I’m very, very tired of seeing/hearing the phrase “no code”. I see presentations advocating “no code” solutions for SharePoint. I see advertisements from companies who proudly declare that they’re all about “no code” apps. The issue isn’t confined to the world of workflow, but I see it arise in workflow-land readily and frequently.
It’s not that eliminating code isn’t a useful thing — it is — but when authors/speakers lead with the phrase “no code”, it suggests that they’ve likely missed the point. To wit:
“No code” doesn’t really help users.
The implication of “no code” is that it’s easier, and that “even users can do it”. Well, “no code” does not always mean “easy”, let alone user-accessible.
Take SharePoint Designer, for instance. Users aren’t being done any favors if they still have to do things like increment counters, check flags and semaphores, initialize variables, stage a set of dictionaries in order to call a web service and parse the results afterwards, or poll for results. Actually, add calling web services to that list.
People who think like developers and DBAs see value in data models, but users just see content (documents, lists, images, etc.). They need to know what they’re working with, not see it abstracted into generic objects.
Other offerings may look friendly at first glance, but every drag, drop, configuration choice, and term in the user interface belies a developer mindset bias.
Still other offerings all but require the user to learn a new language to get anything done; it may be a visual/graphical language, so it qualifies as “no code”, but it’s still complex and hard to follow without training. For example, to get a manager to even understand a process model authored in Business Process Modeling Notation, you need to teach her how to read BPMN. To get a business user to author BPMN, you need to teach him a whole new discipline.
“No code” doesn’t really help IT.
“Citizen Development”, as Gartner puts it, has immense potential. But ask many IT professionals what they think of all those elaborate Excel, Access, InfoPath, and SharePoint Designer solutions and you’ll very likely get an earful of complaints.
Just locating and keeping track of those no-code solutions is difficult enough. Monitoring bad behavior (e.g., runaway loops, excessive network and database I/O, etc.) gets tricky. Understanding what is affected when a no-code solution is changed/deleted is hard. Figuring out who will maintain existing no-code solutions when the author leaves the company can get nasty, let alone the odds of the new no-code developer being able to understand what the previous person did.
Recent developments in Microsoft’s approach to business intelligence excepted, all too often, “no code” means “no responsibility”.
“No code” gives an impression that code is bad.
Believe it or not, sometimes code is actually pretty attractive. Why? Code can be versioned. Code can be profiled. Code can be validated. Code can be optimized. Once you have to think a developer’s thoughts, you should at least have tools equal to the task.
It’s not about “no code” — it’s about user focus.
Many of us want users to have the ability to build some solutions for themselves. Many organizations need this if they’re to get past backlogs and bottlenecks. If that’s to be the case, users should see concepts they find familiar. Or at least not entirely unfamiliar. Put another way:
Not having to code like a developer is not enough.
Not having to think like a developer is the goal.
“Power users” shouldn’t have to denote users who can act like developers, but rather users who can understand a business problem, the content, the process, and the logic needed to make something happen. They deserve tools that reward that thinking. Those tools should be governable and extensible, too — without getting in the way.
If all you think you need to do is free them from coding, you’re going to have to do better than that.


Among the entries below, find the lines holding "dotted" and copy them.

▶ Dataset listings of figures:
* * *

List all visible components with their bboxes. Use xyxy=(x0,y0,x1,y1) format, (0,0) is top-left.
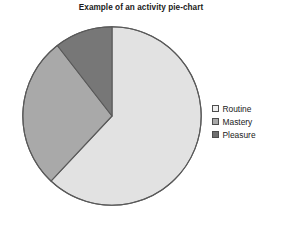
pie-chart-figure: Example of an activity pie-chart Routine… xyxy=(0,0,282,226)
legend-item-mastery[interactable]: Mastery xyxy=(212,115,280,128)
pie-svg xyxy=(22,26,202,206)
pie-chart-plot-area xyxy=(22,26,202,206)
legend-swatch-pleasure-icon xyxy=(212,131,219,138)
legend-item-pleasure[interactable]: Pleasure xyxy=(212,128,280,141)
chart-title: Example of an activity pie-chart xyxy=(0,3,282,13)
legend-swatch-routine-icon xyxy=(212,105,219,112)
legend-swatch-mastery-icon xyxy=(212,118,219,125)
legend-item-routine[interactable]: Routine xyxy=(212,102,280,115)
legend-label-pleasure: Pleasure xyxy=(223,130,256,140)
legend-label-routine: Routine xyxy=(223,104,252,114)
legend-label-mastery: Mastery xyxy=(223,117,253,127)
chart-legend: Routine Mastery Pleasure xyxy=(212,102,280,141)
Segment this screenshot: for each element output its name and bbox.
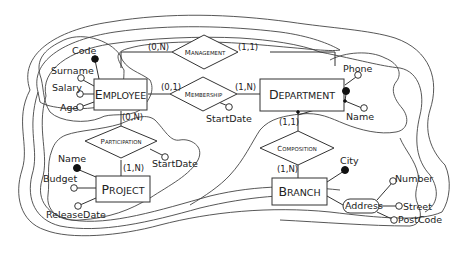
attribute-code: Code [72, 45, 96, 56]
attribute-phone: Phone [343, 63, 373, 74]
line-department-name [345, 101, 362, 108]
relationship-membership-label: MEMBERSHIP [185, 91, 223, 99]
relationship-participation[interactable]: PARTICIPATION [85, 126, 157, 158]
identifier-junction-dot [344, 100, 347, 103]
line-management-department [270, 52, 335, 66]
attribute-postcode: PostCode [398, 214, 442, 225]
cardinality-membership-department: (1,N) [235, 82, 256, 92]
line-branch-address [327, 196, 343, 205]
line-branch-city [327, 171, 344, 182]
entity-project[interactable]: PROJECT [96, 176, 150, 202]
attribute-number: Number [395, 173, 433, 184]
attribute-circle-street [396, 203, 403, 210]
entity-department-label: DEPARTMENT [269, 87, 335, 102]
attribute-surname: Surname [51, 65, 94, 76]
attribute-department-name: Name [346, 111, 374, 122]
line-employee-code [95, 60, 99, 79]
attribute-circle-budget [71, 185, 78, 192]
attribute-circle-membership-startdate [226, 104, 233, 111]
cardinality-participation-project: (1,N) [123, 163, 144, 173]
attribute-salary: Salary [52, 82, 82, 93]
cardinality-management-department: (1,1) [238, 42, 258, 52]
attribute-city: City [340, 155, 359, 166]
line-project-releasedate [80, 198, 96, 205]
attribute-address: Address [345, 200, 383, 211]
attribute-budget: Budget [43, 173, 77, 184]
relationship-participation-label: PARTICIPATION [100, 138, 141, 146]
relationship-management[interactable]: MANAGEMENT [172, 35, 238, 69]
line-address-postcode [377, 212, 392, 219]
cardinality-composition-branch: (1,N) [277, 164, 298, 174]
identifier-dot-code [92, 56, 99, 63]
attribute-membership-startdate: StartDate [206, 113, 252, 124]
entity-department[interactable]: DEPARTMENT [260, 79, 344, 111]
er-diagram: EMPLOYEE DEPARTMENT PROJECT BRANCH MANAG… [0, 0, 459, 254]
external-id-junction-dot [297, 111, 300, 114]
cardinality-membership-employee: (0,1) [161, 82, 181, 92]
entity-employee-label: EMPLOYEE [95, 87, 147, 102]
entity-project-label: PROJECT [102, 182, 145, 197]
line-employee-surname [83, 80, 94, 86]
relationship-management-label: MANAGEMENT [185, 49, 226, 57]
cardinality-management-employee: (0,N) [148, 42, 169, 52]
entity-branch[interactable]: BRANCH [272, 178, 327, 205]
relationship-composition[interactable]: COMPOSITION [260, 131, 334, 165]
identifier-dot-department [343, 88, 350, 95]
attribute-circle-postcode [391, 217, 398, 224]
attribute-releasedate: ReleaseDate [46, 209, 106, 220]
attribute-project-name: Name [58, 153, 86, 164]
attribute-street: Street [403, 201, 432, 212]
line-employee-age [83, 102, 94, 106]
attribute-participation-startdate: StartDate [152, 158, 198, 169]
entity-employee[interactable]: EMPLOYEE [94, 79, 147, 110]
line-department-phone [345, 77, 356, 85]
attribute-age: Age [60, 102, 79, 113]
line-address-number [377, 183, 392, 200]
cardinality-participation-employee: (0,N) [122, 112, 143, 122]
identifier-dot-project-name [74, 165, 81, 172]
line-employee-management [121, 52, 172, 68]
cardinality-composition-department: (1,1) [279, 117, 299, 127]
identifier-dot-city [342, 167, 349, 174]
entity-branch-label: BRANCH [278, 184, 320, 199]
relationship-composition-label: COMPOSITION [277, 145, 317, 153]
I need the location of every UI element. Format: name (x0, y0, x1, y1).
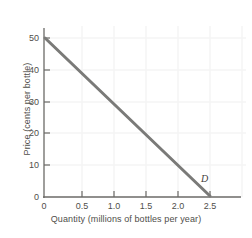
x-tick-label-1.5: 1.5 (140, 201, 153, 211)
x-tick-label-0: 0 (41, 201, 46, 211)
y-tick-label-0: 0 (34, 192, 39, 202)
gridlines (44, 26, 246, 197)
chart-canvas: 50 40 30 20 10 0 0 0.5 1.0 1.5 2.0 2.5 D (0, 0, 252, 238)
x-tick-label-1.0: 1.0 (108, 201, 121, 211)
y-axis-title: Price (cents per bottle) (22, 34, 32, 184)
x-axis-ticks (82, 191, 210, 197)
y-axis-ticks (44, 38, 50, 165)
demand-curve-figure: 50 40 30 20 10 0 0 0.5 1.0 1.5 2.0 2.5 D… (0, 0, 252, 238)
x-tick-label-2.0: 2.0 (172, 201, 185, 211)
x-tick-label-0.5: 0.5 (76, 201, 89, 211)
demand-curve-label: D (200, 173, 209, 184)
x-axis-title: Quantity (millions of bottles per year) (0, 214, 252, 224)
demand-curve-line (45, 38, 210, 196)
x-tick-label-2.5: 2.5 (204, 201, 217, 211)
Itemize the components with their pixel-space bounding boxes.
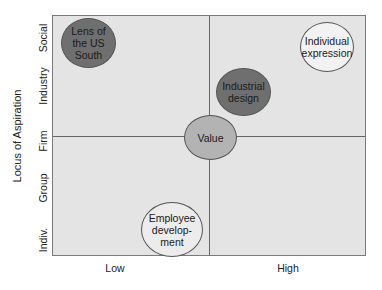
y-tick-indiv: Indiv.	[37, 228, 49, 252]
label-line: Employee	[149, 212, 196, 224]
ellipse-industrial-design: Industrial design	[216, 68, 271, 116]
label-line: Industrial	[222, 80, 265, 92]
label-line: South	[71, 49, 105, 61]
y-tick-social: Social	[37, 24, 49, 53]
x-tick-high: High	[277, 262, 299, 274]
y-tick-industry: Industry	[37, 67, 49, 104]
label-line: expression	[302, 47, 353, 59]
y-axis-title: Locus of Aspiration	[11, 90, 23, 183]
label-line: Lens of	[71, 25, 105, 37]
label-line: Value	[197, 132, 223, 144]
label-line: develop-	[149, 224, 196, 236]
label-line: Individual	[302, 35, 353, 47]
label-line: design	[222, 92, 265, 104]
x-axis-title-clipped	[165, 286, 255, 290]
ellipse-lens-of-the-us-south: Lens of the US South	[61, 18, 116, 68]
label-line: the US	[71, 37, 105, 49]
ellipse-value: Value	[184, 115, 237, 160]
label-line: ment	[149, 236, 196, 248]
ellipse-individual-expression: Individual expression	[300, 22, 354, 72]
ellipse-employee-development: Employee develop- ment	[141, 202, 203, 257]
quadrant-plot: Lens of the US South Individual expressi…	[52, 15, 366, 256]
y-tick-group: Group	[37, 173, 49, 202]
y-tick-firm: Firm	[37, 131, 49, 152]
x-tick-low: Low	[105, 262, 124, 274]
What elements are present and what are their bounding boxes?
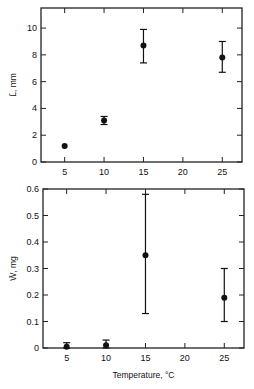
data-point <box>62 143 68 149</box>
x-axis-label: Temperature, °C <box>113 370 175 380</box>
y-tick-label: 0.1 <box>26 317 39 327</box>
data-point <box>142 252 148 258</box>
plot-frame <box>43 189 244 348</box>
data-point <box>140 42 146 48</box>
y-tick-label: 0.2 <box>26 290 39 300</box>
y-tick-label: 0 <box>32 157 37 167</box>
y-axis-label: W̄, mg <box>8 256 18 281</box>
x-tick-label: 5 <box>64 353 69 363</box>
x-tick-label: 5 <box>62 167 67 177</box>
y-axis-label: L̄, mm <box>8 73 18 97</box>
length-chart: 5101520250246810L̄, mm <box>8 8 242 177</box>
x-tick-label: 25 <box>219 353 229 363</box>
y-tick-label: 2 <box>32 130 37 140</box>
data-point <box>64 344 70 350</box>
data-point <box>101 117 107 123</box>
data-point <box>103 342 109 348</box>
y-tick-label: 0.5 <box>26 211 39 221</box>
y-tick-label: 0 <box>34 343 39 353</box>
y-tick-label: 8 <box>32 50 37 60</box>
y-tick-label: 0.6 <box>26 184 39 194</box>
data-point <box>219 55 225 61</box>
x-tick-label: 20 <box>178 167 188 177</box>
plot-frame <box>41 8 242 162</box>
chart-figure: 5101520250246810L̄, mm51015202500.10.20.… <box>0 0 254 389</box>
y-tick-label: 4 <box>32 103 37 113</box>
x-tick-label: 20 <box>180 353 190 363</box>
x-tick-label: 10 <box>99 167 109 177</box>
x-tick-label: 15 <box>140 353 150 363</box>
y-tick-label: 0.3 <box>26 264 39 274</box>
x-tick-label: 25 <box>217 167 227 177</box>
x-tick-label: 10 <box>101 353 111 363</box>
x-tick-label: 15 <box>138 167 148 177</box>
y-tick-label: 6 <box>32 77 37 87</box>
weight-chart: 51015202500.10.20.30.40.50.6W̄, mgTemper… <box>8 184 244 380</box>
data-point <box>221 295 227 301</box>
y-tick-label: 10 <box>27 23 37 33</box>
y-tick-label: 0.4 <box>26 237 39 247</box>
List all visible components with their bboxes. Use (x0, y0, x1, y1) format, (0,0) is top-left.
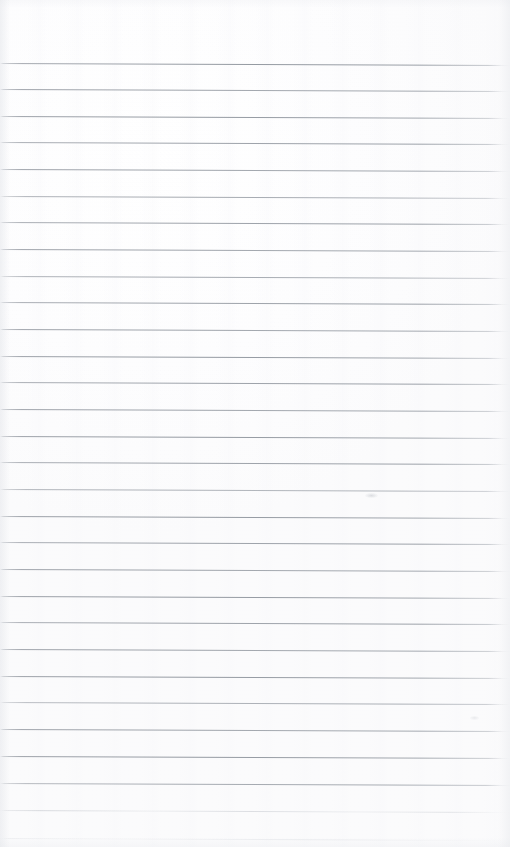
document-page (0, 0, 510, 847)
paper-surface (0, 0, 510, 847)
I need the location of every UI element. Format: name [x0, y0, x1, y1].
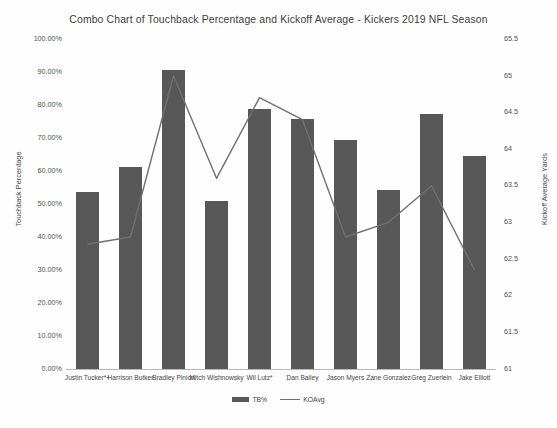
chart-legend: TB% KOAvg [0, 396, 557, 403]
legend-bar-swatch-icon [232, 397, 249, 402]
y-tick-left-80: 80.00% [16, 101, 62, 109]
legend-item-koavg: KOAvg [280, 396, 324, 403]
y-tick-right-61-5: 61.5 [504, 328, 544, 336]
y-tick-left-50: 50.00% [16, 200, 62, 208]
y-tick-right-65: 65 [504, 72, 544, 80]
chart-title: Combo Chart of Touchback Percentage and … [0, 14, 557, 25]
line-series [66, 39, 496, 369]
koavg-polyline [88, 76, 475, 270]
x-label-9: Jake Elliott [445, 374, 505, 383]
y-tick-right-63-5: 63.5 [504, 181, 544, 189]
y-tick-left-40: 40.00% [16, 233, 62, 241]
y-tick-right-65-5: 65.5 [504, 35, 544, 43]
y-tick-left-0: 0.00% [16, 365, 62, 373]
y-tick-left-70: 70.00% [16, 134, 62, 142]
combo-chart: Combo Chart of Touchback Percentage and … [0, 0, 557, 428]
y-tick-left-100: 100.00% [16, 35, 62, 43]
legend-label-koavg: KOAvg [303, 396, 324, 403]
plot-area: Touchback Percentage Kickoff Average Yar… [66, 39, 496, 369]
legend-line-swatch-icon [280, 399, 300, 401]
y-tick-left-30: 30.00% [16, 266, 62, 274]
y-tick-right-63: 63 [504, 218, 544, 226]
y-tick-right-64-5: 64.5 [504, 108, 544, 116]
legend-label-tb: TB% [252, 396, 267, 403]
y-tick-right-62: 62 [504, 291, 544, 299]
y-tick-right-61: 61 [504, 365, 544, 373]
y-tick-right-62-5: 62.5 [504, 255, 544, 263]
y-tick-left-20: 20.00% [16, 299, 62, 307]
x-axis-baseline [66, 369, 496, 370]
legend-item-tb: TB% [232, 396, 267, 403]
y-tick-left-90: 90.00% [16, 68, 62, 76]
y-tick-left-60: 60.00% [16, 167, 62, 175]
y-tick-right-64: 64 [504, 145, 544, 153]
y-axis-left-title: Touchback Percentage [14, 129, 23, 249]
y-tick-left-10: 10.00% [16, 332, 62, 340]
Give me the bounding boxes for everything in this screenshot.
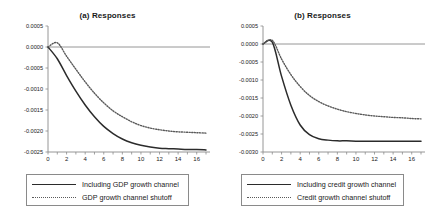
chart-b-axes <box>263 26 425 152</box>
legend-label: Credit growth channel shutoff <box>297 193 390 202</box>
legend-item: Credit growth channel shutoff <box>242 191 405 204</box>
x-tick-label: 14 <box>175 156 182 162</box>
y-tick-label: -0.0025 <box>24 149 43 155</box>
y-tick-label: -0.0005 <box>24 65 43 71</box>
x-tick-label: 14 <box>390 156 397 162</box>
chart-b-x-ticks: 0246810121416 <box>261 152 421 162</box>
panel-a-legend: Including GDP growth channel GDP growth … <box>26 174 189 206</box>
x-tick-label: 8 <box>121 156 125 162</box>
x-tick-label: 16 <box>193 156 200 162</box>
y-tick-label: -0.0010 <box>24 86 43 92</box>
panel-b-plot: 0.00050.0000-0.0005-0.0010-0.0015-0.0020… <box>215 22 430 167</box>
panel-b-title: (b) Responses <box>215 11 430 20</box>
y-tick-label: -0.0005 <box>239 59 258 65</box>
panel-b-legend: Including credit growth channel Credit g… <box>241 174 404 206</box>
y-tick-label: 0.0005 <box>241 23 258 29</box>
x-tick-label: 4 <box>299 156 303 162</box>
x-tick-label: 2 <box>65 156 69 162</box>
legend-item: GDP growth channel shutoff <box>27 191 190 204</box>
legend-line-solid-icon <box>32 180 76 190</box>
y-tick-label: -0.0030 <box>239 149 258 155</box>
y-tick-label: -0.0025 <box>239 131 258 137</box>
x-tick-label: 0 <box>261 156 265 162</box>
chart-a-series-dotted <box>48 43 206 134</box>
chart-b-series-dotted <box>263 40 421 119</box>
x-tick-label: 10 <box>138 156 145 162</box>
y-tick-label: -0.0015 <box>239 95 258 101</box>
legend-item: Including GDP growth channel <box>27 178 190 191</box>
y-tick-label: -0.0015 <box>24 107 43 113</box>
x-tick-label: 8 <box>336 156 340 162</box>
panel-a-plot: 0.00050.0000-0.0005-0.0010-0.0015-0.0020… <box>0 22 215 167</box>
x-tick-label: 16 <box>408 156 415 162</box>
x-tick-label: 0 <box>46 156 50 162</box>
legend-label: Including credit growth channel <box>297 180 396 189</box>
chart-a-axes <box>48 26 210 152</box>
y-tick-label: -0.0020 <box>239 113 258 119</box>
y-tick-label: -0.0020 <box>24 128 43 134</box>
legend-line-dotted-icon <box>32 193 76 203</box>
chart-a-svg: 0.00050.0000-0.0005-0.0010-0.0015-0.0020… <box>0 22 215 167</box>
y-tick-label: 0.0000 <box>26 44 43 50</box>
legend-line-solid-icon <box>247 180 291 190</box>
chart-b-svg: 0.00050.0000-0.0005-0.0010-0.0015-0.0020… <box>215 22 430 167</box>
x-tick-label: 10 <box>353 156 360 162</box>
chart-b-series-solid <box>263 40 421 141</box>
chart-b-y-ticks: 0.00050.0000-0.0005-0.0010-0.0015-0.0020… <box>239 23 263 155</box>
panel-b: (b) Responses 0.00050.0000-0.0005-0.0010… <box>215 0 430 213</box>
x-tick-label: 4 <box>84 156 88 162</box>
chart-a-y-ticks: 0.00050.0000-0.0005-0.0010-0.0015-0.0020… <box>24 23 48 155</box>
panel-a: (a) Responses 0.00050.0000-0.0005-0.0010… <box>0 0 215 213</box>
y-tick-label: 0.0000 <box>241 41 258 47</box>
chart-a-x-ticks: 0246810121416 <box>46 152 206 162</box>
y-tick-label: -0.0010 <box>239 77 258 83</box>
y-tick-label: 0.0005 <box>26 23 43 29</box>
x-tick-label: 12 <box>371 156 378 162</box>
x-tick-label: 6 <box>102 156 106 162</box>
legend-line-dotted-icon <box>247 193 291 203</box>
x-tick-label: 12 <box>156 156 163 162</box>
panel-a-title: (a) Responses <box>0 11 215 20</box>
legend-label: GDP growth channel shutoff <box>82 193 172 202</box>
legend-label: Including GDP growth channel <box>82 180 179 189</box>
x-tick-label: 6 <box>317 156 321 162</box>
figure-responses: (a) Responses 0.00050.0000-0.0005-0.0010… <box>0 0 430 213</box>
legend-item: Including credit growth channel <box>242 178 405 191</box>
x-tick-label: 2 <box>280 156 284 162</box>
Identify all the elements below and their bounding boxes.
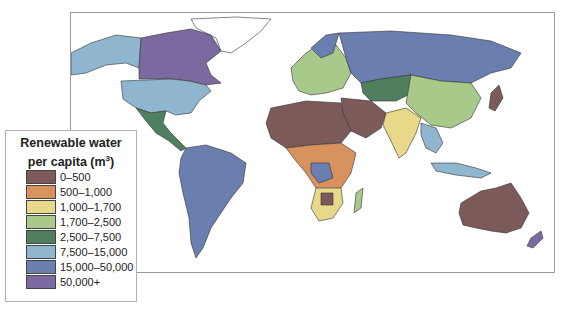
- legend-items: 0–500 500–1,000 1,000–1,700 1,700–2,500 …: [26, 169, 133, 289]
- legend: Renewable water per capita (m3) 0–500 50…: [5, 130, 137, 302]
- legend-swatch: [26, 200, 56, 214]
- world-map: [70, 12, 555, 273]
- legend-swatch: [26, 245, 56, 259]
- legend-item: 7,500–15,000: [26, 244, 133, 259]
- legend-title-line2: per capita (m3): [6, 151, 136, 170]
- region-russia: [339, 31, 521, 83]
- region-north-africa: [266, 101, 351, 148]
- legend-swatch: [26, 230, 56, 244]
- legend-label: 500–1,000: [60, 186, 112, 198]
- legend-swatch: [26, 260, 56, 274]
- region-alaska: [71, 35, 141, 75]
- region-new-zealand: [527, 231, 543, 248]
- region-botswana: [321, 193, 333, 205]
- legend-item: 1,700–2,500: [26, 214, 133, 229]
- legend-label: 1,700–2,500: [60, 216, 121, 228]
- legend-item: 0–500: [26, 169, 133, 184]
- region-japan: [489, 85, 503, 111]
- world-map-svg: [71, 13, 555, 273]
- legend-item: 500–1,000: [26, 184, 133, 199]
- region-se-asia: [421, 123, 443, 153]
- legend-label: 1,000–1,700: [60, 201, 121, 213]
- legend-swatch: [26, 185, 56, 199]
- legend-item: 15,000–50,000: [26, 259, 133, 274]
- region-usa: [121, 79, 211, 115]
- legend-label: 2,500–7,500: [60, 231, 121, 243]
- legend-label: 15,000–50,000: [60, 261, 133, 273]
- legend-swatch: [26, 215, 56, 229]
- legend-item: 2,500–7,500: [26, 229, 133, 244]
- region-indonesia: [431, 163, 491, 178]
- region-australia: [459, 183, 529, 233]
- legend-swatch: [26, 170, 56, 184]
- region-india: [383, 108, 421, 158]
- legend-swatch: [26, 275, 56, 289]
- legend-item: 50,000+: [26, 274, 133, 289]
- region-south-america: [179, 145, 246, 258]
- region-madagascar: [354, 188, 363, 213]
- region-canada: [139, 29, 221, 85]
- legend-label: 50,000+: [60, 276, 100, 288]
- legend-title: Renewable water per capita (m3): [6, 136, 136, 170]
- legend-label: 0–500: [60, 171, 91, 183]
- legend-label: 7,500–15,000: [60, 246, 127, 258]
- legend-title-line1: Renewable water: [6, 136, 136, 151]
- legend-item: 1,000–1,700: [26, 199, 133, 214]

* * *

▶ Expected output:
chart-a-series-dotted <box>48 43 206 134</box>
chart-b-series-dotted <box>263 40 421 119</box>
legend-line-dotted-icon <box>32 193 76 203</box>
legend-line-dotted-icon <box>247 193 291 203</box>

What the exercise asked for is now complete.